Originally published Feb. 23, this story was updated to include comments from Sen. Barbara Mikulski. 

WASHINGTON — Amid the US Senate GOP's obstruction of the White House's Supreme Court nominee, observers have been fretting Democrats might jam up appropriations or other Senate business in retaliation.

But Senate Minority Leader Harry Reid, D-Nev., and his leadership team say they plan to take the high road. They will, however, keep up a war of words, with the message Republicans refuse to do their job and are creating a Cconstitutional crisis of historic proportions.     

"I'm not going to turn us into the obstruct caucus," Reid said Tuesday at his weekly news conference at the Capitol. "We're going to do our work. We have a lot of work to do, and we're going to proceed."

Senate Majority Leader Mitch McConnell, of Kentucky, and top Republicans in the Senate Judiciary Committee said Tuesday that the Senate will hold no hearings, or confirm any Supreme Court nominee advanced by President Obama. Nor would McConnell hold a courtesy meeting with whomever the president nominates, he said at his weekly press conference at the Capitol.

"My view, and the view shared by virtually everybody in my conference, is the nomination should be made by the president the people elect in the election that's underway right now," McConnell said. "The overwhelming view of the Republican conference in the Senate is that this vacancy should not be filled by this lame-duck president."

Earlier in the day, McConnell made a tough statement from the Senate floor warning the White House that the GOP-controlled Senate would not act on anyone President Obama’s chooses to replace the late Justice Antonin Scalia.

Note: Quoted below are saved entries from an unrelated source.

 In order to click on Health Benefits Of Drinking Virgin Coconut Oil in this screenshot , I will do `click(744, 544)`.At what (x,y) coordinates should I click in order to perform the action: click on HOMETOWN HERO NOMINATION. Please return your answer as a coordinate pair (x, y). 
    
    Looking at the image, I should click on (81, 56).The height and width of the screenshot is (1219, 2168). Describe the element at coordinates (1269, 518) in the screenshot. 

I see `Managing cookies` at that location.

Senate Republicans have mostly stood unified behind him, though there have been several dissenters.

Democrats do not plan tit-for-tat obstructionism of their own, said Richard Durbin, of Illinois, the chamber's No. 2 Democrat and ranking member of the Appropriations Defense subcommittee. Yet Durbin said he expects the impasse to complicate and encumber the Senate's business, as Durbin conceded "hard feelings around here" as a likely impediment to certain bipartisan legislation.

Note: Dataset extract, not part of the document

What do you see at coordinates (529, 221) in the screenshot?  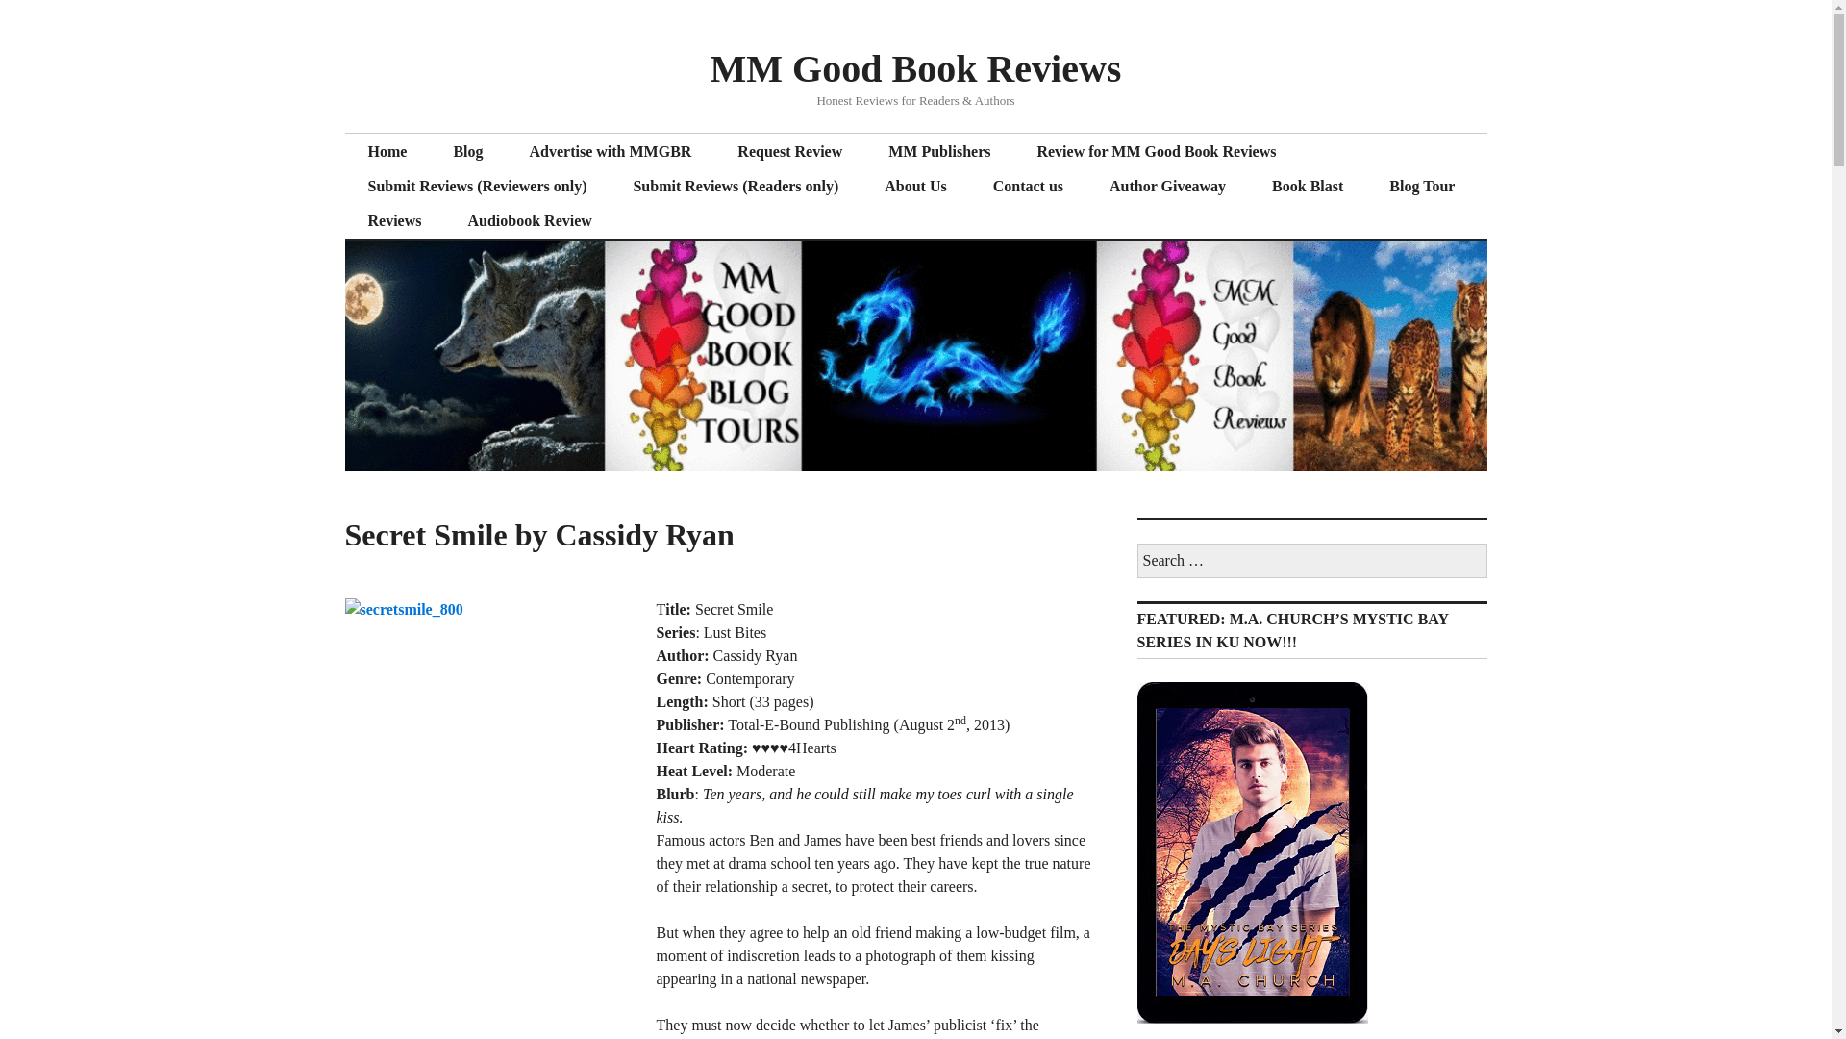 I see `Audiobook Review` at bounding box center [529, 221].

"We don't have a strategy or plan in response to this," Durbin told reporters. "We're not going to let this go away. McConnell is hoping that this is the last day you'll ever ask him a question about this."

Senate Democrats say history and the American public are on their side.

"Can you imagine if you went to your job and said, 'I don't feel like doing my job but pay me anyway,'" said top Senate Judiciary Committee Democrat Patrick Leahy, of Vermont. "I don't think the American people will stand for it if we don't do the job we're paid for."  
 
Ahead of a weekly policy luncheon for Senate Democrats, there were signs that some were against retaliating with a Senate slowdown or shutdown.

"It is my hope that we will not simply escalate," said Delaware Sen. Chris Coons, a prominent Democrat on the US Senate Appropriations Committee. "There are a variety of steps the Senate minority could take. I really hope we can avoid them."

Coons is taking a diplomatic tack, engaging with "rank-and-file" Republicans to find common ground. Derailing the appropriations process, he said, would extend the partisan "destructive pattern," and he opposes it.

"If you think about it," he said, "that could literally lead to a government shutdown."

The Senate Appropriations Commitee's top Democrat, Barbara Mikulski, on Thursday would not rule out a slowdown, but said she anticipated regular order on appropriations bills.

"Right now we're advocating for the Republicans to change their direction and follow the procedures of the Senate and the Constitution, that's where we are," Mikulski said. "We'll develop the tactics that are appropriate for the time."

Democrats would be in the wrong if they were to retaliate by stalling the appropriations process, said Sen. Richard Shelby, a Republican member of the Senate Appropriations Committee from Alabama.

"You need to have a nominee to the court, we need to stop that in its tracks, and I think we will, and then you have the appropriations bill that runs the government" said Shelby. "Two different things."

Email: jgould@defensenews.com

Twitter: @reporterjoe

Joe Gould was the senior Pentagon reporter for Defense News, covering the intersection of national security policy, politics and the defense industry. He had previously served as Congress reporter.